Obama jokes Bill Clinton should be named ‘secretary of explaining stuff’
President Obama on Saturday hammed it up over former President Clinton’s popular convention speech, praising his Oval Office predecessor’s defense of his record.
At a St. Petersburg, Fla. rally, Obama noted that Clinton “made the case as only he can.”
“After he spoke, somebody sent out a tweet that said “you should appoint him ‘secretary of explaining stuff.’ I like that!”
{mosads}”I have to admit, it didn’t say ‘stuff’. I cleaned that up,” Obama added.
The success of the Clinton speech, which ran for 48 minutes due to extensive ad-libbing, has led the Obama campaign to expand Clinton’s role in the coming weeks.
The former president spoke at the Democratic National Convention in Charlotte, N.C. on Wednesday, defending the president’s record and arguing that no president could address all of the economic challenges Obama inherited in just one term.
Obama spoke on Thursday, but his convention speech was overshadowed by Friday’s release of disappointing jobs report which showed the economy added 96,000 jobs in August, well below expectations.
In swing-state Florida Saturday, Obama devoted his appearance to a stump speech based on his own convention address, touting measures he said would help continue the economic recovery.
The president laid out goals for manufacturing jobs, energy, education, national security and the deficit but did not delve deeply into how those goals will be achieved.
Republicans charge that Obama’s goals for more teachers and one million new manufacturing jobs have not been fleshed out and his deficit claim of being able to reduce the deficit by $4 trillion includes savings already included in 2011 legislation and occurring naturally from the end of the wars in Iraq and Afghanistan.
Obama also mocked GOP candidate Mitt Romney for relying on tax cuts as a cure-all.
Obama also criticized Romney’s vow to repeal “ObamaCare,” as Republicans dub the president’s healthcare reform package without offering a replacement to insure most Americans.
“I do care,” said Obama. “Mr. Romney says he wants to repeal it, which means his plan is Romney-don’t-care.”
Obama is on a two-day tour through Florida, with polls showing the state a toss-up.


REQUIRED WORK: As soon as the line containing "Where is each" appears in the material below, start returning lines exactly, and end with the line containing "Localize each UI".

INFORMATION SHOWN:
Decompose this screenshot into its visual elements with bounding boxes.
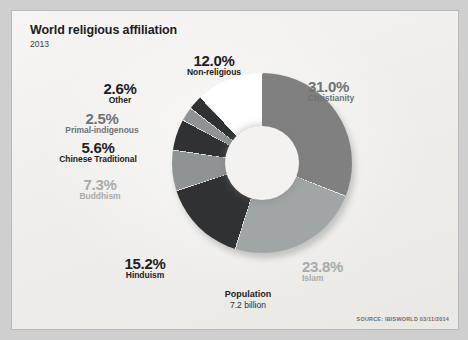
* * *
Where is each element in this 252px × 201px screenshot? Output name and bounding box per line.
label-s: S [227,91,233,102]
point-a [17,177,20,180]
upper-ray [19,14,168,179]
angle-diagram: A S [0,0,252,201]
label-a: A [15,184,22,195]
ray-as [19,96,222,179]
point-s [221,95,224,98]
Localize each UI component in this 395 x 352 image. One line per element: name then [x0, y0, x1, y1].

WRITTEN REPLY:
Where is each element in this 252px × 201px screenshot? Output name and bounding box per line.
label-s: S [227,91,233,102]
point-a [17,177,20,180]
upper-ray [19,14,168,179]
angle-diagram: A S [0,0,252,201]
label-a: A [15,184,22,195]
ray-as [19,96,222,179]
point-s [221,95,224,98]
Localize each UI component in this 395 x 352 image. One line per element: name then [x0, y0, x1, y1].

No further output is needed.